Some great advice from a friend on ig was just to freeze individual celery stalks and use them for stock. I thought this was genius, and it had never occurred to me. My freezer is a bit of a nightmare (I think I have too many dumplings….) but I will make room for the rest of the celery, frozen.
Here are some other things I’m doing with my CSA veg:
Lazy ratatouille, from Alexandra Cooks. Ratatouille was probably the first food I ever cooked. Not like, in terms of like “making food” but in terms of “cooking” food (one thing I’ve learned in Korean is that usually when you talk about home cooking you’d say “I made food” you wouldn’t often use the verb “to cook” to describe it. I don’t agree entirely with the distinction, but it is helpful in some ways. I had a Korean therapist once who was really into blood types, but we also had a long conversation about what “cooking” was versus “making food.” He wasn’t a great therapist. I later learned that this was because of the way the language differentiates between them, if you do it at home, more or less, it is “making” but if you’re a chef it’s “cooking.” I think it sort of makes sense to say that like, frying an egg or whatever is “making food” but making a fancy dish is cooking, but anyway…) I’d made a lot of food before, but I hadn’t done much in the way of cooking.

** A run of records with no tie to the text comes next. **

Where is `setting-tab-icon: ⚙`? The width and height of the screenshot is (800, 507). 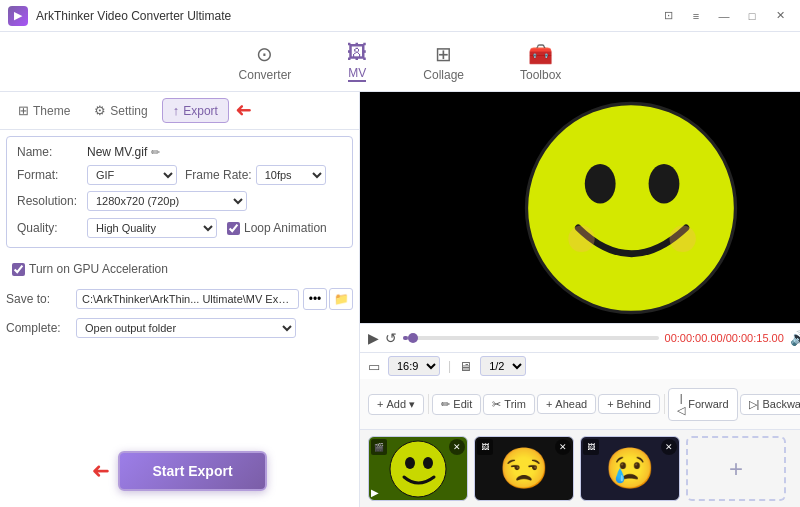
setting-tab-icon: ⚙ is located at coordinates (100, 110).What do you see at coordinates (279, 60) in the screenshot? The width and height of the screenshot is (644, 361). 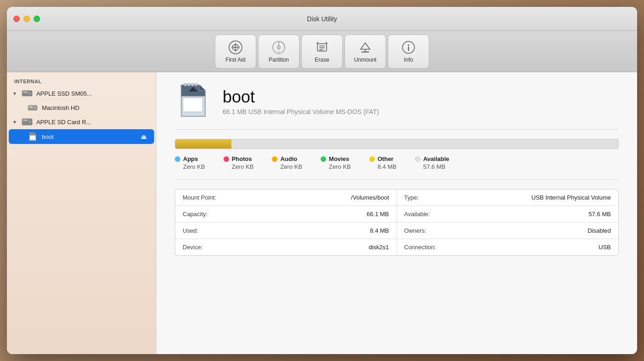 I see `partition-label: Partition` at bounding box center [279, 60].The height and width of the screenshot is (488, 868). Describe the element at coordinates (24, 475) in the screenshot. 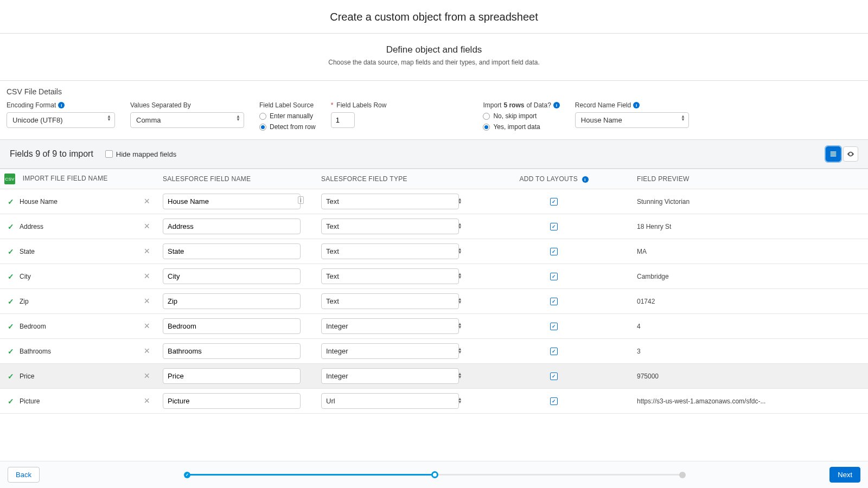

I see `back-button: Back` at that location.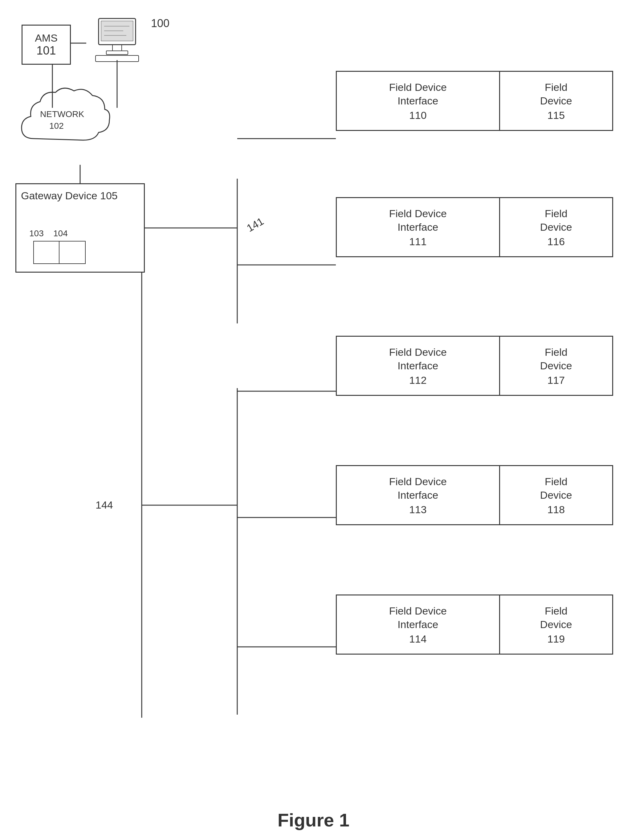  What do you see at coordinates (556, 227) in the screenshot?
I see `fd-device-116: FieldDevice 116` at bounding box center [556, 227].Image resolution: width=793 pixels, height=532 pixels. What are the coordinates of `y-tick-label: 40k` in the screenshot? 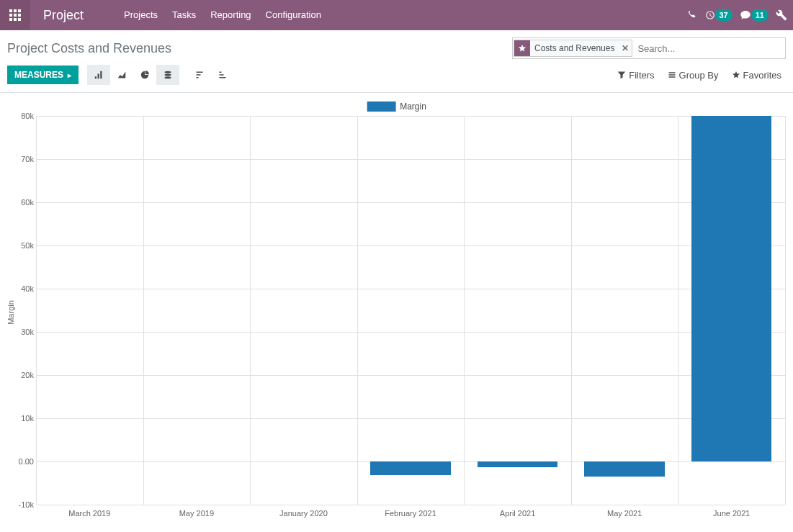 It's located at (19, 289).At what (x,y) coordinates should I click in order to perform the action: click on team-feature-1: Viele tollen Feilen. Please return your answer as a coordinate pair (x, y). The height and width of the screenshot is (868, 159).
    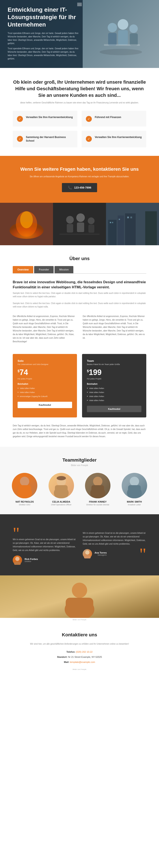
    Looking at the image, I should click on (114, 388).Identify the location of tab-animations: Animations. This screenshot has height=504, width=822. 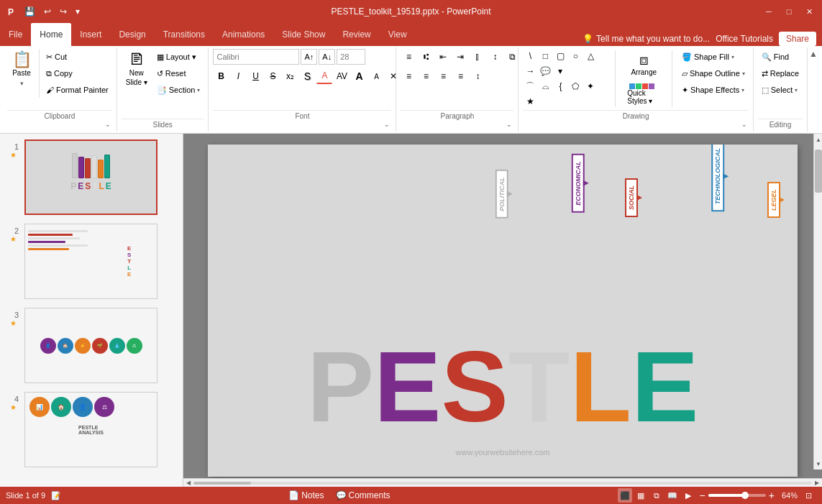
(243, 35).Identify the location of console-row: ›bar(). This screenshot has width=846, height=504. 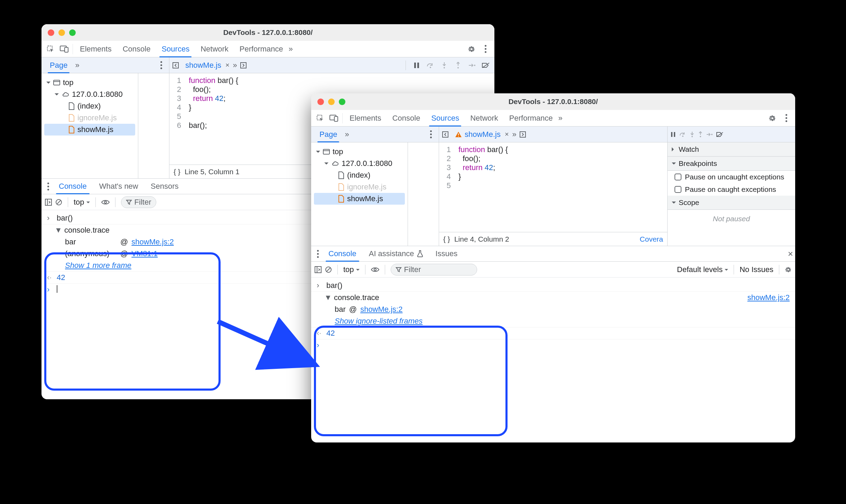
(553, 286).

The first ratatouille recipe that I made I recall being incredibly complicated and time consuming, I would have sworn it was from Serious Eats, but I cannot find it on their website anymore. I made it a few summers in high school, I think. I have a large quantity of english eggplants, and also one big zucchini and some green bell peppers, so I think I’m going to make this, and just use (sue me) a can of pureed tomatoes. The recipe I remember had a puree of tomatoes and bell pepper. This will probably also be good? I’ll put it on the mini raviolis I bought from Caputo’s a few weeks back.

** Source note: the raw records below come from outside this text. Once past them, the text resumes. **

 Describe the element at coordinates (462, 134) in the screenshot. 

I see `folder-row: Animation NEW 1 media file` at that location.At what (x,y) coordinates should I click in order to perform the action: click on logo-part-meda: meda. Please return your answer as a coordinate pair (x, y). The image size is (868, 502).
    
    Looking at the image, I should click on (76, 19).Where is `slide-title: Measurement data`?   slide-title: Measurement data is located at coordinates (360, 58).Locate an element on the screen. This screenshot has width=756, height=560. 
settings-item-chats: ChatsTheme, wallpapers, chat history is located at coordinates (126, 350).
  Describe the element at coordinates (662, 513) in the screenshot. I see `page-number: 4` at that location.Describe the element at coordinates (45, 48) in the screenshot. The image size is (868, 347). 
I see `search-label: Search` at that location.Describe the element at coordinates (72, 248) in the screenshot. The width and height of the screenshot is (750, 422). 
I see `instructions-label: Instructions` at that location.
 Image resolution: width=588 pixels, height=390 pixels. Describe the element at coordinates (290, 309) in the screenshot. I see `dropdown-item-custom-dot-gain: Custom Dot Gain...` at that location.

To make this one take: whatever stuff you have from your CSA that is ratatoille-able. In my case: one green bell pepper, one purple bell pepper, one onion, a half head of garlic, one enormous eggplant, one enourmous zucchini, and a 28 oz can of whole peeled tomatoes. I diced everything pretty small (about a quarter to half inch cube) and finely sliced the bell peppers. I tore the tomatoes apart with my hands because I thought that would be less messy than slicing them (it wasn’t), I poured the tomato puree over the top. Then I added a fair amount of salt, less than a tablespoon, more than a teaspoon, all the pepper that was left in the pepper mill, a nice quantity of olive oil, and a good bit of balsamic vinegar. Sorry I didn’t measure a thing. I cooked it at 400 for 45 minutes, tasted the sauce, and thought it was bland, so then I added some MSG. Then cooked for two more hours. I had this as pasta sauce on some mini raviolis, which used about half of it, I froze the rest. It was really good!
Zucchini corn stir fry from Just One Cookbook. A Japanese take on the classic summer ingredients. Miso and butter taste great together, and maybe you want a slightly different way of combining zucchini and corn.
I haven’t actually made this yet this summer, and who knows, perhaps I won’t, I’ve been feeling kind of off cooking lately, but I have made this galette probably once or twice a summer, christ, since the recipe was published in 2013? I remember making it the summer I lived up on 52nd street in Portland in 2013, where, because I had been too clinically depressed to find a real job, I was trying to grow seeds and buy as much stuff with my snap benefits as possible, so that I seemed like a worthwhile roommate. I only successfully grew zucchini though. Oops. Anyway, it’s kinda fussy, it’s a fair bit of work, and after you eat it you’re still kind of hungry because it is just like, mostly carbs, but it’s also really delicious. Like, I do actually really love this recipe. Maybe if I get baby tomatoes next week I’ll make it.
I also keep getting lettuce, but guess what: I ate all my lettuce this week, after not one, not two, but THREE weeks of just giving my lettuce to a friend because I couldn’t face it. Hey, that’s not creating food waste, it’s sharing. I’m a good person, actually.